Aerial view of a bowhead whale, Balaena mysticetus, in the...

Aerial view of a bowhead whale, Balaena mysticetus, in the Sea of Okhotsk, eastern Russia. Credit: Getty Images/by wildestanimal

I think we all can agree that whales are cool. I happen to think that every living species has some element of cool about it, but the coolness of whales is pretty self-evident.

Even given that general coolness, though, some whales are cooler than others. Near the top of that pantheon is the bowhead whale.

For starters, bowheads are the second-heaviest mammal on the planet, typically weighing around 100 tons, give or take. That's roughly the size of eight fully grown African elephants. Their heads are nearly 40% of their body length.

But the coolest thing about bowhead whales is their astonishing age. They are believed to be the longest-lived of all mammals, with estimates reaching up to 268 years. That's not just theory. Some Alaskan Inuits have been hunting bowheads — the only whale species that spends its entire life in the frigid waters of the Arctic Ocean — for centuries. And some of those hunters discovered in the blubber of some whales caught in the late 1900s harpoon heads that dated back to the mid-1800s.

Juxtapose their weight and age and now you have the reason all of us should be intensely curious about bowhead whales: Deciphering the reason for their longevity could be a boon for us.

Bowhead whales are an example of something called Peto's paradox — when larger beings do not have a proportionally higher risk of cancer than smaller beings. The paradox is counterintuitive. Cells of larger beings must multiply many more times than cells of smaller beings to achieve their larger mass, and that should increase the risk of mutations that lead to cancer. Whales have around 1,000 times the number of cells of humans, but humans have a much higher risk of cancer.

Now researchers think they know why: Bowhead whales are very good at repairing damaged DNA, which leads to many ailments including cancer.

Vera Gorbunova and Andrei Seluanov, a husband-and-wife team at the University of Rochester who study long-lived mammals and the reasons for their longevity, discovered that bowhead whales produce copious amounts of CIRBP, a protein that accelerates the production of other proteins whose job is to protect the whales from cell damage triggered by their cold environment.

Inserting bowhead CIRBP into human cells doubled the rate of DNA repair in those cells. Fruit flies that received the CIRBP gene lived longer than those that did not. The research was published this past week in the journal Nature.

The implications are profound and exciting: Tweaking proteins in humans could extend our life span.

The research was complex. Gorbunova and Seluanov needed live bowhead cells to run their experiments. That meant sending students to Inuit communities in Alaska to ask hunters for samples from the bowheads they caught. The samples had to be put on ice and hurried back to Rochester so the researchers could grow populations of bowhead cells for batteries of tests.

Their intriguing findings come as the federal government has pulled back from funding scientific research, and as medical schools in New York are urging the state to set up a state-run research institute to provide reliable funding to help continue to recruit and train the researchers who will make the medical discoveries of the future — like the applicability of bowhead whale proteins to humans.

The University of Rochester project was funded from a variety of sources — not only earlier grants from the federal National Institutes of Health and Department of Defense but also the French National Research Agency, Wellcome Trust and The Royal Society, the Cancer Prevention & Research Institute of Texas, and the Milky Way Research Foundation.

That is another form of coolness.

We should all give thanks for the coolness of bowhead whales, the scientists who study them, and the people and institutions that believe such work is worth supporting.

Columnist Michael Dobie's opinions are his own.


Exercise aim: Pick out all lines with the word "volume" from the records that follow.

____ Data for review

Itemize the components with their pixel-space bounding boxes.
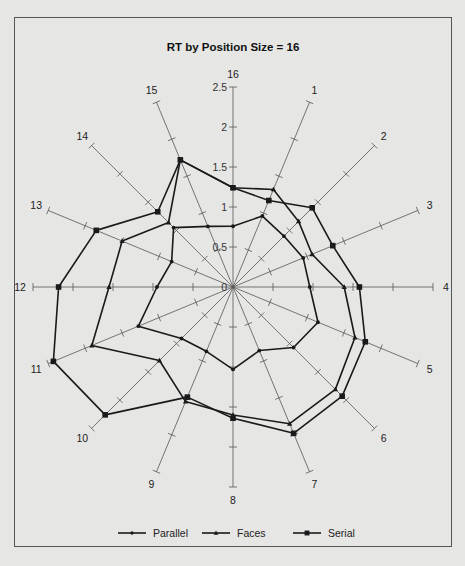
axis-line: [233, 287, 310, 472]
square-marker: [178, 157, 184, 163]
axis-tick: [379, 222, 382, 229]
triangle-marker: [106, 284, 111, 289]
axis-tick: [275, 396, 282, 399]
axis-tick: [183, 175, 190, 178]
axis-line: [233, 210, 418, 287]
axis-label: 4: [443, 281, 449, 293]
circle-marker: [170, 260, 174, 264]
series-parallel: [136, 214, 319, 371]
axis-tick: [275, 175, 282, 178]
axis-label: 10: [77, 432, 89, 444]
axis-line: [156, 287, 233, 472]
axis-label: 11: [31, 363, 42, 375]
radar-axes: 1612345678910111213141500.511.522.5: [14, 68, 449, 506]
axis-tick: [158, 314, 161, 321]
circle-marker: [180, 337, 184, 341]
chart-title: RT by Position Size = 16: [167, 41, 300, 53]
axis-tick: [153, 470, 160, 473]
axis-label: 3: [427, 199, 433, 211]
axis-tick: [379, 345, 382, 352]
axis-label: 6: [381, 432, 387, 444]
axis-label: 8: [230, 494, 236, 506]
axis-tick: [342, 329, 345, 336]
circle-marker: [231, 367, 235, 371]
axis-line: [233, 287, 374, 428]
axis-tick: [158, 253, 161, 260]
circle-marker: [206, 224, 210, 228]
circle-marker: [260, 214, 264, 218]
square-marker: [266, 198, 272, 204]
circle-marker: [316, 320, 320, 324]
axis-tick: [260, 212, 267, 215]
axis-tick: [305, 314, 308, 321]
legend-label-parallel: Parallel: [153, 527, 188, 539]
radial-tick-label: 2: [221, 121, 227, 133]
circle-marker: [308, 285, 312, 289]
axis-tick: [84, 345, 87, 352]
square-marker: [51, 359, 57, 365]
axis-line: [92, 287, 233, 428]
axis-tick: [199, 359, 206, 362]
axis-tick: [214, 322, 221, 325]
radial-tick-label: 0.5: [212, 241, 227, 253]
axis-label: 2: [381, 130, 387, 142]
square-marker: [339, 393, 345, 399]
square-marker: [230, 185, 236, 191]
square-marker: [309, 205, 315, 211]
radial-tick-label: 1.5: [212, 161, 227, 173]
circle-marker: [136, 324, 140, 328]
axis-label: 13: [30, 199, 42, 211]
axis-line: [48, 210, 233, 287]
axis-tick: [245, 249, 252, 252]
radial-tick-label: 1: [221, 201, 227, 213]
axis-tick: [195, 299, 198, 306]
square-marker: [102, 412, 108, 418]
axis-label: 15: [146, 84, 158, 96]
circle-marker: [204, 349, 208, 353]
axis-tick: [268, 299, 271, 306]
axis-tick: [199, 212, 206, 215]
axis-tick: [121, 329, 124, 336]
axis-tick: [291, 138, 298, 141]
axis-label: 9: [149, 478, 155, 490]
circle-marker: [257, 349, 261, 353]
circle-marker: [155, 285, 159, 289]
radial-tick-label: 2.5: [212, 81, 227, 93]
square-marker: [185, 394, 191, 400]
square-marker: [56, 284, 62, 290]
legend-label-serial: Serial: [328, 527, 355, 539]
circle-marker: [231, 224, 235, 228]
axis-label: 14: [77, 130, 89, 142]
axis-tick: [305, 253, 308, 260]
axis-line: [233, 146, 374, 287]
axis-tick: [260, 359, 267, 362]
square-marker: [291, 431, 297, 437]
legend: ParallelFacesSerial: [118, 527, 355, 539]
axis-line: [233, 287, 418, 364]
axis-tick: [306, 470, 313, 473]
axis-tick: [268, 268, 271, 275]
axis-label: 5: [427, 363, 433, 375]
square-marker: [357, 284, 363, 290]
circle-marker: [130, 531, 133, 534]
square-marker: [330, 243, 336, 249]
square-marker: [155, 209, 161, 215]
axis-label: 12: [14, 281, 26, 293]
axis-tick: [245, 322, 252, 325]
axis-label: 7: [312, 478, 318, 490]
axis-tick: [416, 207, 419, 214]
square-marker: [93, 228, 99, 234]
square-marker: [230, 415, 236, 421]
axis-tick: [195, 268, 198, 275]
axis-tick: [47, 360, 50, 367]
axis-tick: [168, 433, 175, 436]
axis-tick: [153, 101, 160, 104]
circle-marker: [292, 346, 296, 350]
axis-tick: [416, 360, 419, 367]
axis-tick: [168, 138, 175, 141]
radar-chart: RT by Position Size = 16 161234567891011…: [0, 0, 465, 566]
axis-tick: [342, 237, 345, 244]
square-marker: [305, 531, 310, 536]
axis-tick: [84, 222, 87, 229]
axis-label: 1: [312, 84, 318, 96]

________
____ Data for review

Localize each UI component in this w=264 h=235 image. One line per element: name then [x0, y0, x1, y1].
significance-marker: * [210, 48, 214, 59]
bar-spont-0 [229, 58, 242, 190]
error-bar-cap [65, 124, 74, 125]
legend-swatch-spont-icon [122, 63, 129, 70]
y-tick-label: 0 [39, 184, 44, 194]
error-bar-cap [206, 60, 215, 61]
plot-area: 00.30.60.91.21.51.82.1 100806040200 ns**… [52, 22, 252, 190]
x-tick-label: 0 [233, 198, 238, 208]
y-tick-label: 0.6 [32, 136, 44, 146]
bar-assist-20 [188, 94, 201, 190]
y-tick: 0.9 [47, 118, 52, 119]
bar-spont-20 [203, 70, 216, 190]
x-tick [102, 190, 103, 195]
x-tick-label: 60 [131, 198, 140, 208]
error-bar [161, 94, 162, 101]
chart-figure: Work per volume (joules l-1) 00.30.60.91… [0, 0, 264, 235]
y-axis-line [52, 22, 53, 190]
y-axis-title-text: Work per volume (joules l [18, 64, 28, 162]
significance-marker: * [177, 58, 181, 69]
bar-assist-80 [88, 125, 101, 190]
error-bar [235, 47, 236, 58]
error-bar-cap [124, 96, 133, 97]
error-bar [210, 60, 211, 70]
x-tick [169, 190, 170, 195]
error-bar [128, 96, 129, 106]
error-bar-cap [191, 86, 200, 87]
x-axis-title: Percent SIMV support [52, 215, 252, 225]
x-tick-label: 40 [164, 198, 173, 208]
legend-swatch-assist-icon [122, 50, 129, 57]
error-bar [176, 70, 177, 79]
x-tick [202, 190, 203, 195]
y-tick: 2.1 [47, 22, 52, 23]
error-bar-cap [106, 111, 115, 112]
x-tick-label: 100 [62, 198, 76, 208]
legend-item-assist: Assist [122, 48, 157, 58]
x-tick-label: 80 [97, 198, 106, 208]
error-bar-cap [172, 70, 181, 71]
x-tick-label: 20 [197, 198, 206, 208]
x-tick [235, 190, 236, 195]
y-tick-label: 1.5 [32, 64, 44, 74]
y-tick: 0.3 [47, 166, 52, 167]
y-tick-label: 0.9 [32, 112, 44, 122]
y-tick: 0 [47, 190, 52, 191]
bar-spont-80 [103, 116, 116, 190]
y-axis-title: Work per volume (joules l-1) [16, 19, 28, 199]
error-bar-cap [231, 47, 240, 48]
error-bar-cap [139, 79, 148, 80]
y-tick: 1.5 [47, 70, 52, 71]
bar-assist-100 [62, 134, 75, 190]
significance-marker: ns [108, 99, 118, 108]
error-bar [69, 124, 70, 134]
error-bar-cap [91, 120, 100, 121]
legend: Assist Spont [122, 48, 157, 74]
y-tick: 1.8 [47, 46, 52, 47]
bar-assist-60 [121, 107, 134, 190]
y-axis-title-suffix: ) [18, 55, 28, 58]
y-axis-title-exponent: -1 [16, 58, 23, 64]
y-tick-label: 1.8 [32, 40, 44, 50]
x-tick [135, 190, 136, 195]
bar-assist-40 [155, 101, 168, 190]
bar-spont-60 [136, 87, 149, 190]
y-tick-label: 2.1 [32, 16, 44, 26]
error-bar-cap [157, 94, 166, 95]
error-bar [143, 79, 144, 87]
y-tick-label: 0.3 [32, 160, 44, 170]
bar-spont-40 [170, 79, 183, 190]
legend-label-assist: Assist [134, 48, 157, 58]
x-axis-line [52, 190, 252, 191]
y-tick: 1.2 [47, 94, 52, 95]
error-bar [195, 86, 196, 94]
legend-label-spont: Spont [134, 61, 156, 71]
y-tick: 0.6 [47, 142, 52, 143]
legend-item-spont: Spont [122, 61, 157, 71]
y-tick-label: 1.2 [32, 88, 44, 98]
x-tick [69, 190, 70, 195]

________

Answer box:
chart-figure: Work per volume (joules l-1) 00.30.60.91… [0, 0, 264, 235]
y-axis-title-text: Work per volume (joules l [18, 64, 28, 162]
y-axis-title: Work per volume (joules l-1) [16, 19, 28, 199]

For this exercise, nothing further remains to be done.